Rebuilding of the Second Temple
After years of delay due to opposition and discouragement, the prophets Haggai and Zechariah motivate the people to resume building. The Second Temple is completed and dedicated in 516 BC.
The rebuilt Temple restores the center of Jewish worship, though elders who saw Solomon's Temple weep at its lesser glory.
Key Verses
Background
The Second Temple's construction began with great enthusiasm in 536 BC, shortly after the first wave of exiles returned. The foundation was laid amid tears and shouts of joy. But external opposition — combined with internal discouragement — brought construction to a halt. For sixteen years the half-built Temple sat idle, while the returned community turned their energies to building their own homes and establishing their lives. By 520 BC, the Temple foundation was overgrown, the community was struggling economically, and an entire generation had grown up accepting the status quo of an incomplete sanctuary. Into this inertia, God sent two prophets simultaneously: Haggai with a direct moral rebuke, and Zechariah with a visionary theological framework.
The Event
In the second year of Darius (520 BC), Haggai delivered four oracles in rapid succession over a four-month period. His opening message was devastating in its logic: consider your ways — you have sown much and harvested little; you eat but are not satisfied; you put on clothes but are not warm; wages disappear into a purse with holes. The cause: God's house lies in ruins while you sit in your paneled houses (Haggai 1:9). The response was swift and remarkable.

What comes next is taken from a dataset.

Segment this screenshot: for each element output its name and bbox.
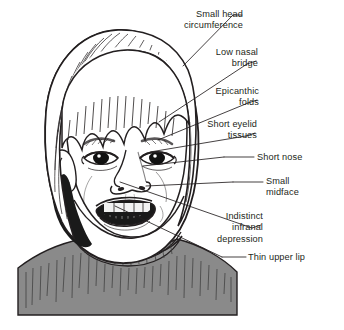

The text records that the LORD stirred up the spirit of Zerubbabel the governor, Joshua the high priest, and all the remnant of the people — and twenty-three days after the first oracle was delivered, they resumed work on the Temple. The construction proceeded under the watchful encouragement of Haggai and Zechariah, received official Persian authorization confirmed in the imperial archives under Darius, and was completed on the third day of Adar in the sixth year of Darius — March 12, 516 BC — exactly seventy years after the Temple's destruction.
Theological Significance
The completion of the Second Temple represents an act of communal obedience that overcame both political opposition and spiritual complacency. The key word of the enterprise, delivered through Zechariah, was: "Not by might and not by power, but by my Spirit, says the LORD of Armies" (Zechariah 4:6). The Temple's rebuilding was not primarily an architectural achievement but a spiritual one — the reestablishment of God's dwelling at the center of the covenant community. The Second Temple would stand for nearly 600 years, hosting the ministry of Ezra, Nehemiah, and the later prophets, and would ultimately become the Temple Jesus called "my Father's house" (Luke 2:49; John 2:16).